Customer Success Story
Unfortunately, today’s cyber-savvy students don’t have to look far to bring a school district’s network to its knees.
That’s precisely what happened to one Idaho school district. For $2 an hour, a student who didn’t want to take a standardized test paid a so-called DDoS-for-hire criminal operation to flood the district’s Internet access with illegitimate traffic, thereby shutting down its curriculum-delivery tools and information systems for an entire week.
Devastating attacks such as this are why Metropolitan Nashville Public Schools (MNPS) elected to deploy ENA NetDefender, an advanced, on-demand DDoS mitigation and scrubbing service.
As the second-largest school district in Tennessee, MNPS had watched the rising tide of cyberattacks to its classrooms and operations with increasing alarm for some time. Determined to uphold its mission “to deliver a great public education to every student, every day,” MNPS’s IT department reviewed multiple offerings in the marketplace but ultimately decided that ENA’s 24x7x365 DDoS mitigation service ticked all the essential boxes for the district.
5 DDOS Tips From an Experienced Network Director
1. Ask yourself, what's your loss?
What impact does a DDoS attack have on your operation? Make sure you communicate the severity of the impact to your administration.
2. Sell the ROI.
You need to show your administrators and school board the gains going forward. Cybersecurity prevention and mitigation is a cost of doing business, from both an operations and a curriculum-delivery perspective.
3. Don't get the tool that works, get the tool that works for you.
Get the tool that aligns to what you need and don’t need.
4. Is the vendor a seller or a partner?
What are your conversations like? Are they talking or are they listening? Is it all about their features or is it about your needs and objectives?
5. Stay informed and think like a corporation.
K-12 cybersecurity concerns continue to grow. It’s no longer a business-world problem. It’s important for educational leaders to understand that school districts and student data are prime targets.
Thousands of potential victims
MNPS launched ENA NetDefender in October of 2017, but cybersecurity had been squarely on their radar, and therefore in their budgeting considerations, for at least two years prior.
Says MNPS Director of Enterprise Network Operations John Teeter, “We knew the threat of DDoS attacks was real to us and had been growing over time. We knew that there were players out there that might come after us, with DDoS, ransomware, and other forms of malware. We have exactly the kind of data cybercriminals are looking for. Eighty thousand students who aren’t even registered to vote yet, not to mention 10,000 employees-that’s a goldmine of data. K-12 is a real target, just like corporations, whether educators want to admit it or not.”
Set it and forget it
The threat was clear, but MNPS-like most school districts-had a very fundamental challenge to addressing the impending calamity: limited staffing.
The district carefully explored the marketplace for solutions but found that many of them came up short. Several required the district to monitor their own network for attacks, notify the provider of each attack, and then wait while the provider did some complicated routing to scrub their Internet traffic, potentially incurring serious latency problems in classrooms across the district. Other solutions were expensive, required hands-on expertise from staff members along with ongoing maintenance, and offered unacceptable efficacy since mitigation would begin only after the attack had filled up the district’s Internet access connection.
These solutions were simply unacceptable for Teeter and his department. “It had to be a solution that did all the work, activating in real time without it being incumbent upon us to analyze the threat and then make the mitigation request of the provider. What we needed was to just be notified after mitigation with a ‘here’s what happened, we took care of it, you’re in good shape, keep moving.”’
“We entered into this DDoS-mitigation venture as we enter all ENA ventures: as a partnership.”
– John Teeter, MNPSA purpose-built, partnership-based solution
Unsatisfied with the capabilities of other solutions on the market, MNPS collaborated with ENA, their longtime Internet access, content filtering, firewall, and VoIP provider, to fine-tune ENA’s DDoS-mitigation solution. ENA listened to the district’s challenges and goals and engineered that input directly into their solution.
Thwarting 205 anomalies and counting!
In the first seven months of the MNPS deployment, ENA NetDefender has mitigated 205 anomalies-without the district, as Teeter describes it, “feeling a single thing. We’ve had absolutely no events impact our classroom whatsoever.” Nor has his IT staff expended any time or other resources on mitigation either.
“It is exactly the outcome we were hoping for,” sums up Teeter.
Reporting proves ROI, earns leadership’s trust
Besides ENA NetDefender’s “set-it-and-forget-it” nature and thus-far perfect track record, its reporting capabilities are Teeter’s other favorite feature.
“For me as an administrator, ENA NetDefender’s reporting is such a great tool,” he explains. “I can see what’s going on in my district in real time. And the ability to show each attack instance and each mitigation result back to the district’s leadership, what an easy win. It’s a clear demonstration that what we as an IT department tell our leadership is important and what we do for our leadership is important. The outcomes are what we in IT expected and what we told our leadership they’d be. That kind of credibility goes a very long way.”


_PROBLEM STATEMENT_. The listing below has to be output exactly as given, less its pictures.

-- DATA follows --

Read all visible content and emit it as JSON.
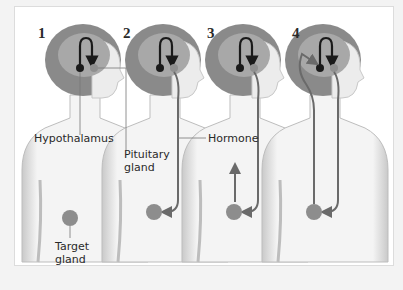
{
  "diagram": {
    "panels": [
      {
        "number": "1"
      },
      {
        "number": "2"
      },
      {
        "number": "3"
      },
      {
        "number": "4"
      }
    ],
    "labels": {
      "hypothalamus": "Hypothalamus",
      "pituitary_line1": "Pituitary",
      "pituitary_line2": "gland",
      "hormone": "Hormone",
      "target_line1": "Target",
      "target_line2": "gland"
    },
    "colors": {
      "hair": "#8a8a8a",
      "brain": "#a8a8a8",
      "skin_shade": "#d0d0d0",
      "arrow": "#6a6a6a",
      "hypothalamus_dot": "#1a1a1a",
      "pituitary_dot": "#8f8f8f",
      "target_gland": "#8d8d8d"
    }
  }
}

-- DATA concluded --

_SOLUTION TO THE EXERCISE_.
Read all visible content and emit it as JSON.
{
  "diagram": {
    "panels": [
      {
        "number": "1"
      },
      {
        "number": "2"
      },
      {
        "number": "3"
      },
      {
        "number": "4"
      }
    ],
    "labels": {
      "hypothalamus": "Hypothalamus",
      "pituitary_line1": "Pituitary",
      "pituitary_line2": "gland",
      "hormone": "Hormone",
      "target_line1": "Target",
      "target_line2": "gland"
    },
    "colors": {
      "hair": "#8a8a8a",
      "brain": "#a8a8a8",
      "skin_shade": "#d0d0d0",
      "arrow": "#6a6a6a",
      "hypothalamus_dot": "#1a1a1a",
      "pituitary_dot": "#8f8f8f",
      "target_gland": "#8d8d8d"
    }
  }
}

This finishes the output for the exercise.